On 8/29/23 15:26, Bernd Schubert wrote:
On 8/29/23 15:08, Bernd Schubert wrote:
On 8/28/23 17:05, Miklos Szeredi wrote:
On Mon, 28 Aug 2023 at 16:48, Bernd Schubert
<bernd.schubert@xxxxxxxxxxx> wrote:
On 8/28/23 13:59, Miklos Szeredi wrote:
On Thu, 24 Aug 2023 at 17:07, Bernd Schubert <bschubert@xxxxxxx>
wrote:
- if (!is_sync_kiocb(iocb) && iocb->ki_flags &
IOCB_DIRECT) {
- res = fuse_direct_IO(iocb, from);
- } else {
- res = fuse_direct_io(&io, from,
&iocb->ki_pos,
- FUSE_DIO_WRITE);
- fuse_write_update_attr(inode,
iocb->ki_pos, res);
While I think this is correct, I'd really like if the code to be
replaced and the replacement are at least somewhat comparable.
Sorry, I have a hard to time to understand "I'd really like if the code
to be replaced".
What I meant is that generic_file_direct_write() is not an obvious
replacement for the above lines of code.
The reason is that fuse_direct_IO() is handling the sync and async
cases in one function, while the above splits handling it based on
IOCB_DIRECT (which is now lost) and is_sync_kiocb(iocb). If it's okay
to lose IOCB_DIRECT then what's the explanation for the above
condition? It could be historic garbage, but we still need to
understand what is exactly happening.
While checking all code path again, I found an additional difference,
which I had missed before. FOPEN_DIRECT_IO will now act on
ff->fm->fc->async_dio when is is_sync_kiocb(iocb) is set.
Do you think that is a problem? If so, I could fix it in fuse_direct_IO.
What I mean is something like this
+ /* FOPEN_DIRECT_IO historically does not use async for blocking
O_DIRECT */
+ if (ff->open_flags & FOPEN_DIRECT_IO) {
+ if (!is_sync_kiocb(iocb) && ff->iocb_direct) {
+ /* no change */
+ } else {
+ io->async = 0;
+ }
+ }
Besides that it could use file->f_flags & O_DIRECT, I guess we can keep
async. It relates to commit
23c94e1cdcbf5953cd380555d0781caa42311870, which actually introduced
async for FOPEN_DIRECT_IO. I'm just going to add it to the commit message.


# [Directions]
Which lines of the entries below hold the word "septiembre"? Report each of them.

[Records provided Boundary: Start]

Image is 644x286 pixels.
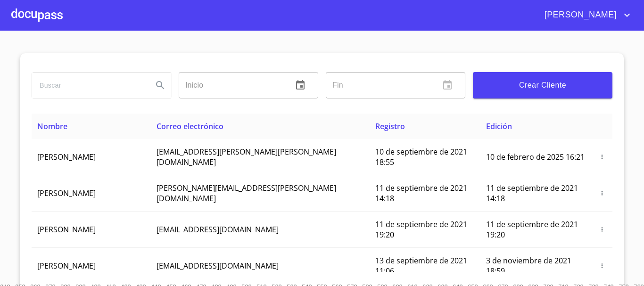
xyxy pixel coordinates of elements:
[375,256,467,276] span: 13 de septiembre de 2021 11:06
[486,121,512,131] span: Edición
[375,147,467,167] span: 10 de septiembre de 2021 18:55
[375,219,467,240] span: 11 de septiembre de 2021 19:20
[157,260,279,271] span: [EMAIL_ADDRESS][DOMAIN_NAME]
[37,121,67,131] span: Nombre
[537,7,633,23] button: account of current user
[37,188,96,198] span: [PERSON_NAME]
[486,152,585,162] span: 10 de febrero de 2025 16:21
[375,183,467,204] span: 11 de septiembre de 2021 14:18
[157,147,336,167] span: [EMAIL_ADDRESS][PERSON_NAME][PERSON_NAME][DOMAIN_NAME]
[486,256,571,276] span: 3 de noviembre de 2021 18:59
[473,72,613,99] button: Crear Cliente
[157,121,223,131] span: Correo electrónico
[37,224,96,234] span: [PERSON_NAME]
[486,219,578,240] span: 11 de septiembre de 2021 19:20
[37,152,96,162] span: [PERSON_NAME]
[481,78,605,92] span: Crear Cliente
[32,73,145,98] input: search
[486,183,578,204] span: 11 de septiembre de 2021 14:18
[157,224,279,234] span: [EMAIL_ADDRESS][DOMAIN_NAME]
[157,183,336,204] span: [PERSON_NAME][EMAIL_ADDRESS][PERSON_NAME][DOMAIN_NAME]
[537,7,621,23] span: [PERSON_NAME]
[37,260,96,271] span: [PERSON_NAME]
[375,121,405,131] span: Registro
[149,74,172,97] button: Search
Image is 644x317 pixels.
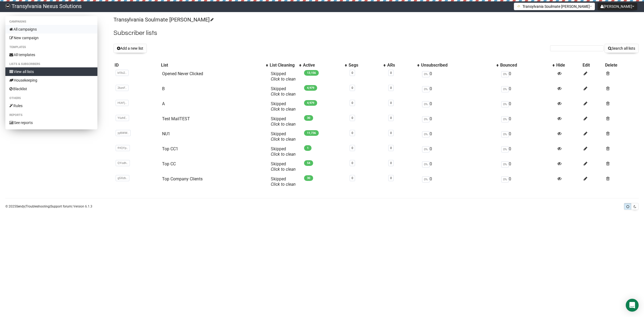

[Records provided Boundary: End]

# [Answer to the exercise]
[375,256,467,276] span: 13 de septiembre de 2021 11:06
[375,147,467,167] span: 10 de septiembre de 2021 18:55
[375,219,467,240] span: 11 de septiembre de 2021 19:20
[375,183,467,204] span: 11 de septiembre de 2021 14:18
[486,219,578,240] span: 11 de septiembre de 2021 19:20
[486,183,578,204] span: 11 de septiembre de 2021 14:18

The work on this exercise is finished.